Speaker relays that friends renew, restore and revitalize the spirit


By LINDA M. LINONIS

linonis@vindy.com

SALEM

Christine Mabon offered a unique way of looking at friends during her recent presentation of “The Five Essential Friendships That Enrich Our Lives” at Salem Public Library, 821 E. State St.

She said the categories, which she equates to food, evolved over time after she experienced a tragedy in her life. Mabon, who lives in Mount Lebanon, Pa., a suburb of Pittsburgh, said she had been married for 22 years when her husband died unexpectedly.
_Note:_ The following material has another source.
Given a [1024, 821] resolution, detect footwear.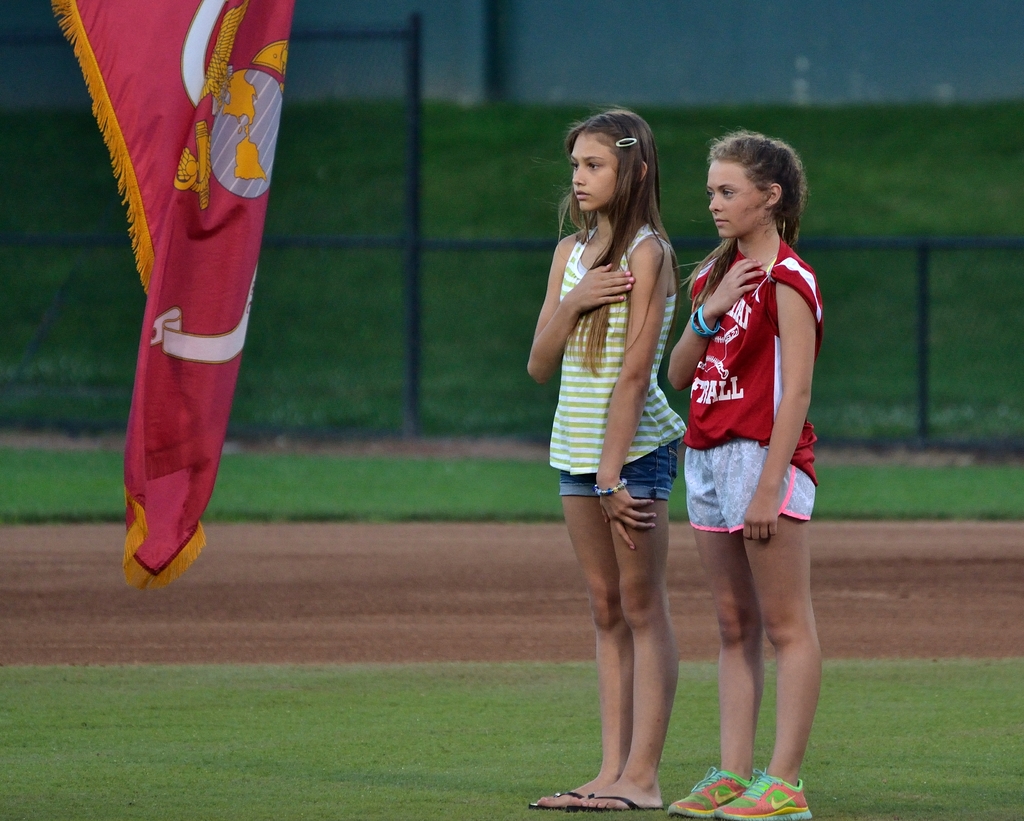
l=664, t=766, r=753, b=817.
“It was an unseasonably warm Christmas Eve day and he went out for a bicycle ride,” she recalled of the event in 2006. She was baking sugar cookies with her mother and sons, Andrew and Connor, while the family dog, Jake, a yellow lab, hung out.

A call came from her husband’s cellphone and a police officer said he had been in an accident. Mabon went to the hospital, where an emergency-room doctor broke the news of Jeff’s death from a heart attack.
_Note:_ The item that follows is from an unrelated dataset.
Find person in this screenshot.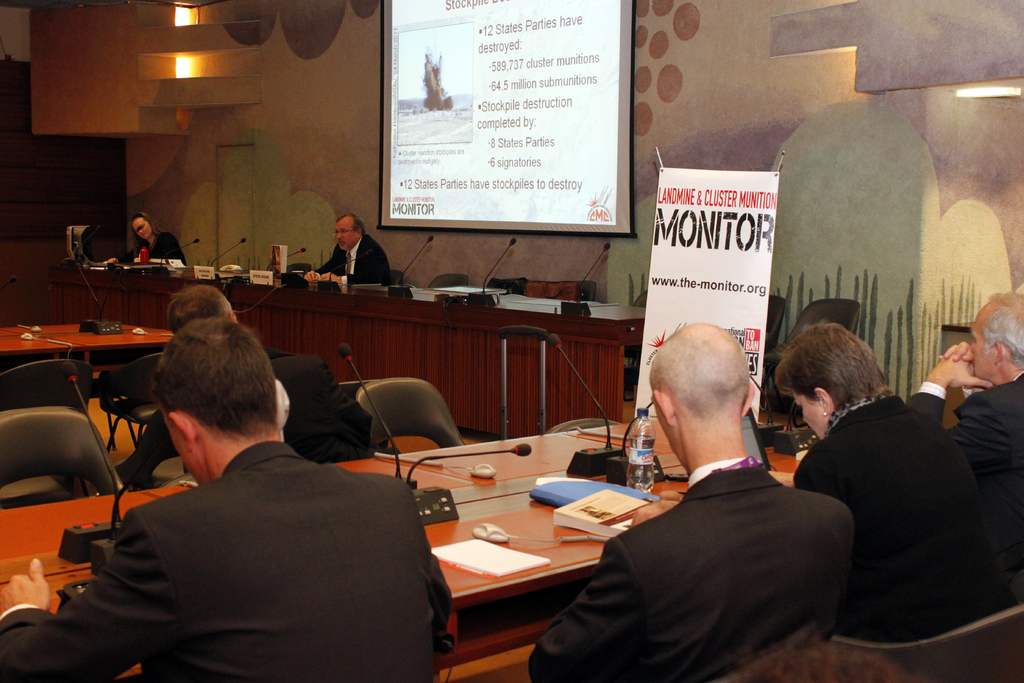
The bounding box for person is [left=893, top=277, right=1023, bottom=592].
“It was a surreal experience,” said Mabon, who was 44 years old at the time. “By noon that day, I was a widow and my sons had no father. It was a nightmare.”
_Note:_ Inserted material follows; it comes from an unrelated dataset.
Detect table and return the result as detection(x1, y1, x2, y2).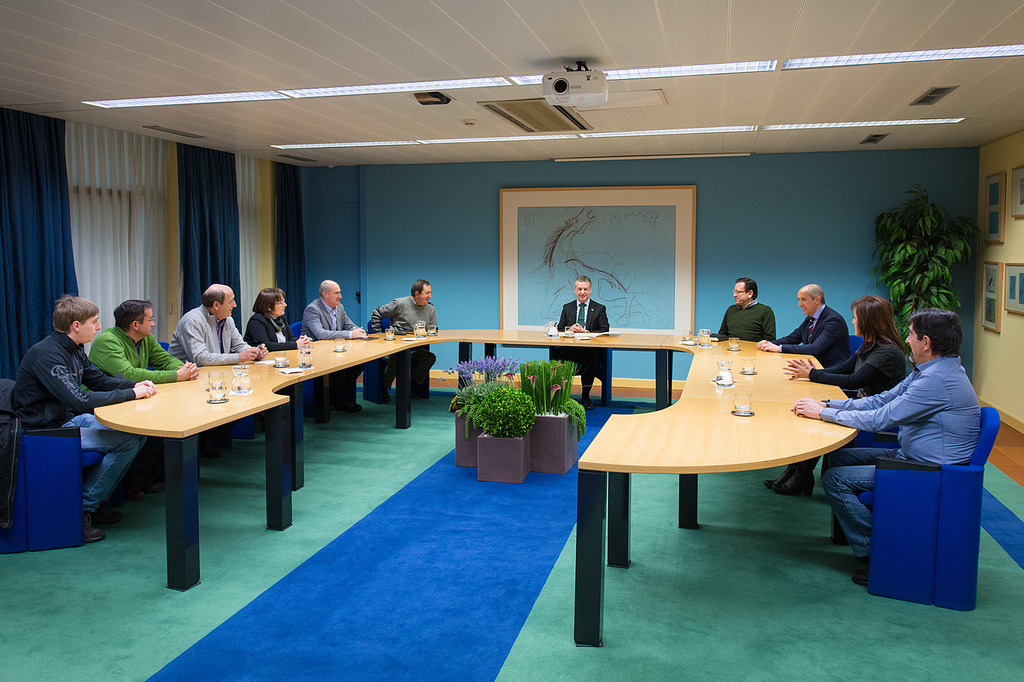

When she returned home, she was surprised to find friends and neighbors there. “People came to the house, expressing support. It was Christmas Eve, and I’m sure they had other obligations, but they gave support.

“Many women brought food ... that fit their characters,” Mabon said. That experience evolved into her program on friendship.

“I had squeezed friends into pockets of time,” Mabon admitted because of activities with her sons and husband. After the death of her husband, that changed.

She said she has read research noting that women “connect differently” than men. For women, being with a friend can be physically beneficial as it stimulates the “happiness hormone and combats stress.” “For women, friendships are as beneficial as working out,” she said. “Not having quality relationships is detrimental. ... We’re meant to connect.”

As weeks passed after the funeral, gifts of food still popped up and along with them, stories people shared about the recipes. Mabon relayed that the death of her husband forced her to “take inventory on who I am to other people” and she began to look at relationships differently. “I learned about their value,” she said.

Mabon said “essential elements” of friends revealed themselves as “support to guide, love that heals and stories to share.”

She came to realize that the women who brought food shared more than sustenance. “Everyone had a story with a recipe. This is the connection that was pivotal in my healing and what brought me forward,” Mabon said.

Mabon recalled that one friend, who always had been a comforting person, brought a meatloaf. “I loved it [meatloaf]. It took me back to a time as a child when I felt safe and secure.”

That friend reassured Mabon that she “would come back to that feeling.”

Another friend brought a box with fixings for fajitas. She talked about “how life was meant to be enjoyed” and how I could get through the trauma. Still another friend brought scones and a recipe. But that friend told Mabon that she could use substitutes. “It was her way of saying ... be adaptable.”

Mabon said she began to connect friends with food courses that reflected the types of friends they were.

Mabon said she is working on a book, “Comfort Food – One Woman’s Journey to Understand the Meaning and Significance of Friendship,” about friendships that “came through food.”

Her message is this – “Good friends can renew, restore and revitalize the spirit.”